School Days: CLA Looks to Plant the Accounting Seed Early With New High School Internship Program

INSIDE Public Accounting Monthly continues to look at the variety of ways firms and other stakeholders are working to address the dwindling pipeline of young talent into the profession. In our May issue, we focused on one IPA 100 firm’s strategy for reaching out to prospective accounting students even earlier in their academic careers.      

As in many other professions, college internships have long been an annual staple for accounting firms looking to showcase potential career paths to bright young talent. But with fewer university students pursuing accounting in recent years, more firms are now considering ways to spark an interest in accounting even before students fill out their college applications.

At IPA 100 firm CLA (FY21 net revenue of $1.45 billion), that thought process has resulted in a new high school internship program that CEO Jen Leary sees as a direct response to the shrinking pipeline of young professionals.

“The next generation of leaders has so many more options than they’ve had before, so we decided that we need to provide a positive, enriching experience even earlier than college,” she explains. “Yes, we still hire college interns, but reaching into high schools to provide an internship opportunity to a motivated student is something that can provide dividends to them, and to us, for the future. We have to do this now to get more students interested in becoming accountants – they need to see what a viable and incredible career it can be.”

Leary

Designed to provide students with hands-on work experience and opportunities to collaborate with peers from across the country, CLA’s high school internship program is a strategic collaboration with Future Business Leaders of America (FBLA) and is open to students between 16 and 18. Leary says the firm expects to welcome an inaugural class of 60 interns across 15 of its offices this summer. The interns will work on a variety of projects ranging from client service simulations to social media activities and will have the opportunity to make presentations and enter competitions. The goal, she says, is to take these students on the client journey over the course of nine weeks, allowing them to develop skills in audit, wealth management, tax preparation and financial literacy along the way.

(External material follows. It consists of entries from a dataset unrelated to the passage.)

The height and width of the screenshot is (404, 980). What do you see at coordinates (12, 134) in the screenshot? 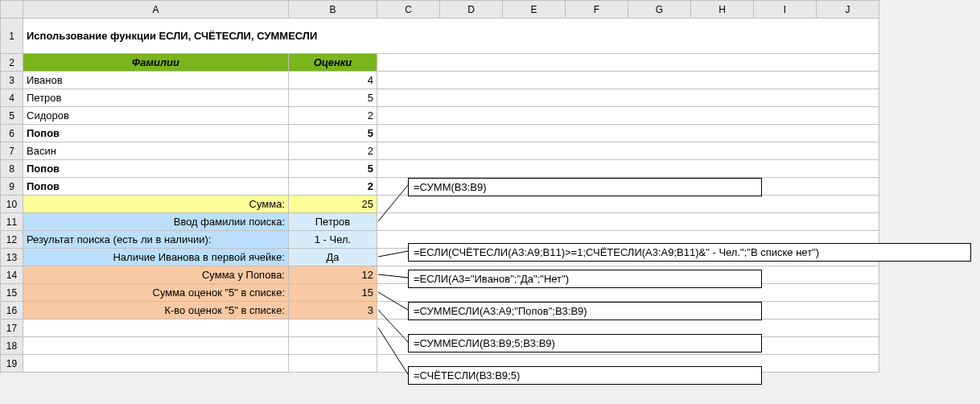
I see `row-header: 6` at bounding box center [12, 134].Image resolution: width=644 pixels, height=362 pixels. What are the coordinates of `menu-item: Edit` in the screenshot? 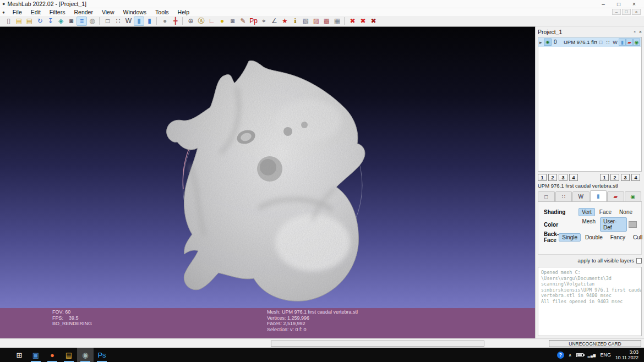 It's located at (36, 12).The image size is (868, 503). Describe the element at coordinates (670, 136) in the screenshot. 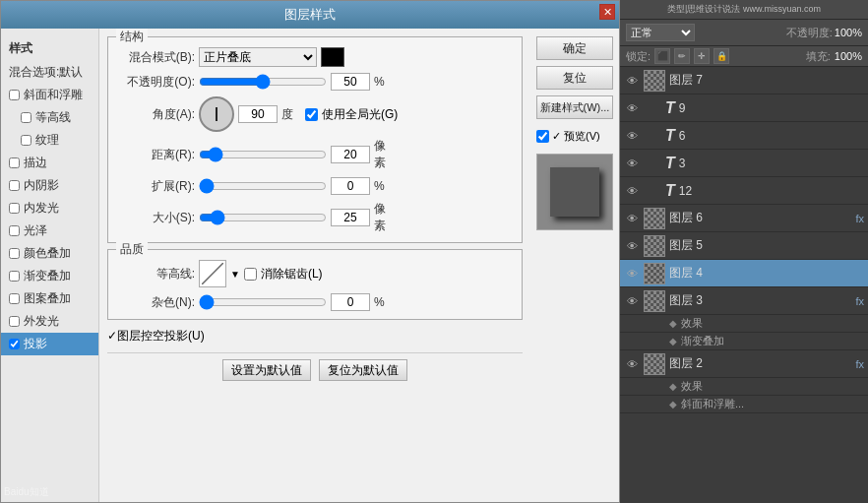

I see `layer-type-text-layer_t6: T` at that location.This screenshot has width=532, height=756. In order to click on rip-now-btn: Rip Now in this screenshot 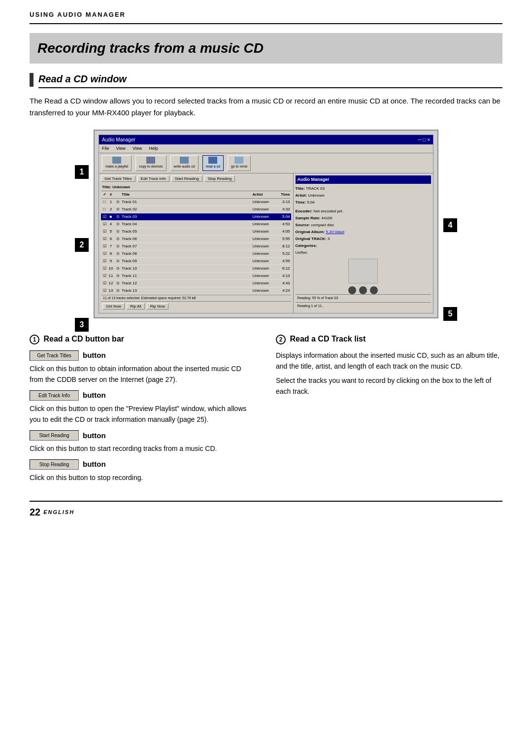, I will do `click(158, 307)`.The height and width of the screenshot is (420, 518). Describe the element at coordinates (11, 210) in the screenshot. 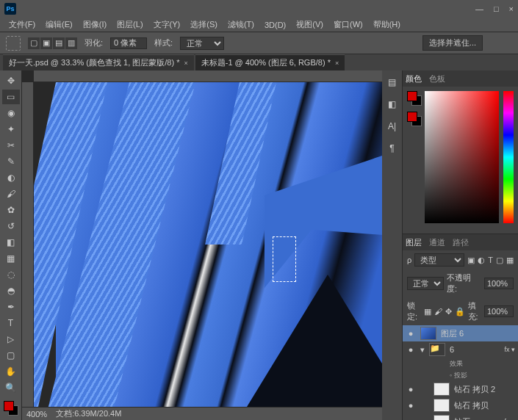

I see `stamp-tool-icon: ✿` at that location.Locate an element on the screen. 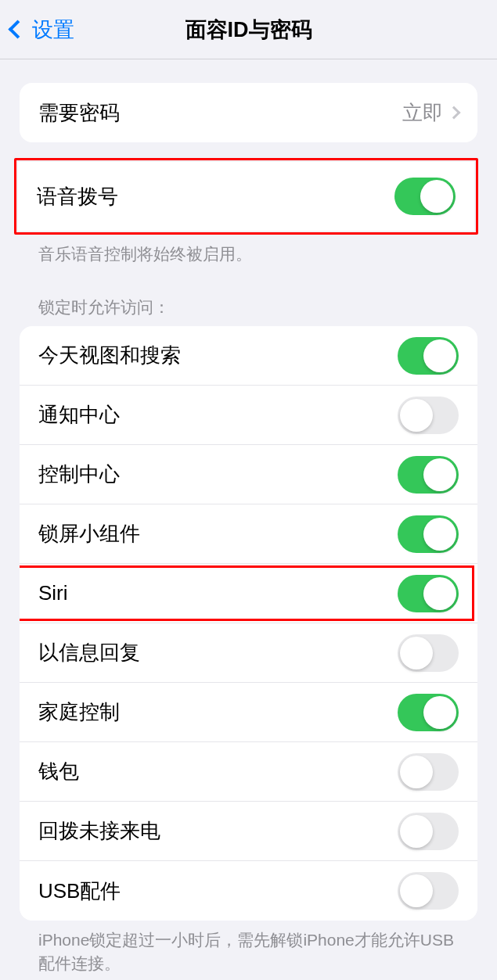 The image size is (497, 980). locked-access-item-label: Siri is located at coordinates (218, 593).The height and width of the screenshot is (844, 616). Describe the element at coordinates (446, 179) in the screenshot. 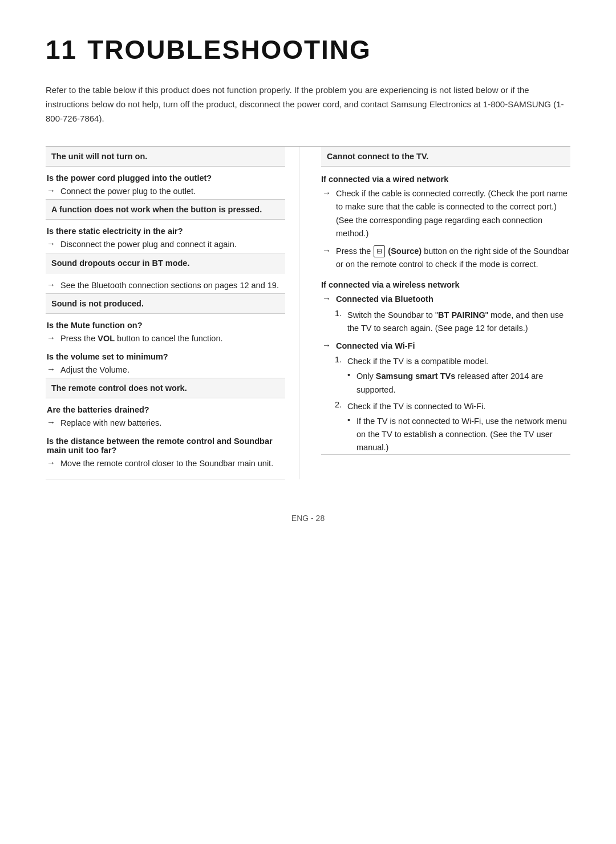

I see `subheader-wired: If connected via a wired network` at that location. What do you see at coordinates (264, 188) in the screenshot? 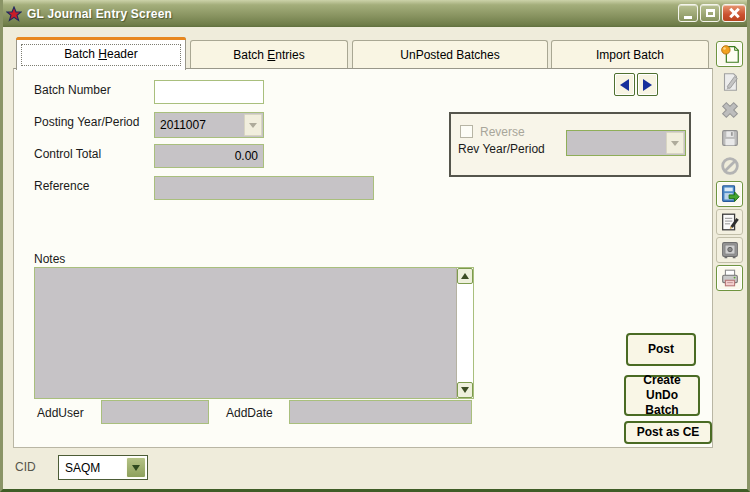
I see `reference-field` at bounding box center [264, 188].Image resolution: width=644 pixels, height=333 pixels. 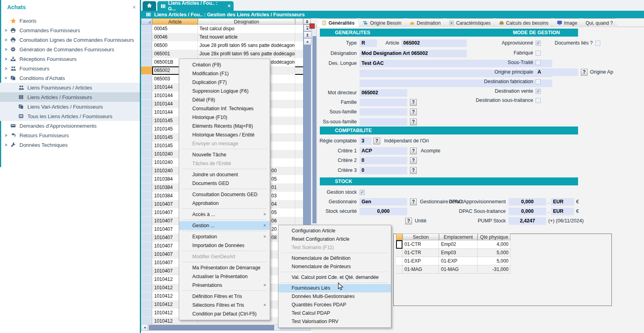 I want to click on table-row: 06500Joue 28 profil talon 95 sans patte …, so click(x=226, y=45).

“We want to give these students a glimpse into our world and the world of being a business owner,” she says. “They’ll have a chance to see how we impact the business community at multiple levels and simulate the experience of being a business owner, and will walk away with a greater understanding of the business community.”

In the early phases of the program, Leary hopes that CLA will learn just as much from the interns as they will from the firm. To that end, part of the program will include a special communication project to help the firm determine how to better connect with the next generation of leaders and inform how it communicates with clients and employees. Such lessons just might help open that elusive pipeline of talent in years to come.

“[These students] will help us by leading the way in social media and other platforms to give us insight into the next cohorts within this program and others,” Leary notes. “It is extremely important to continue to grow and evolve as a profession and this program is one way to do that.”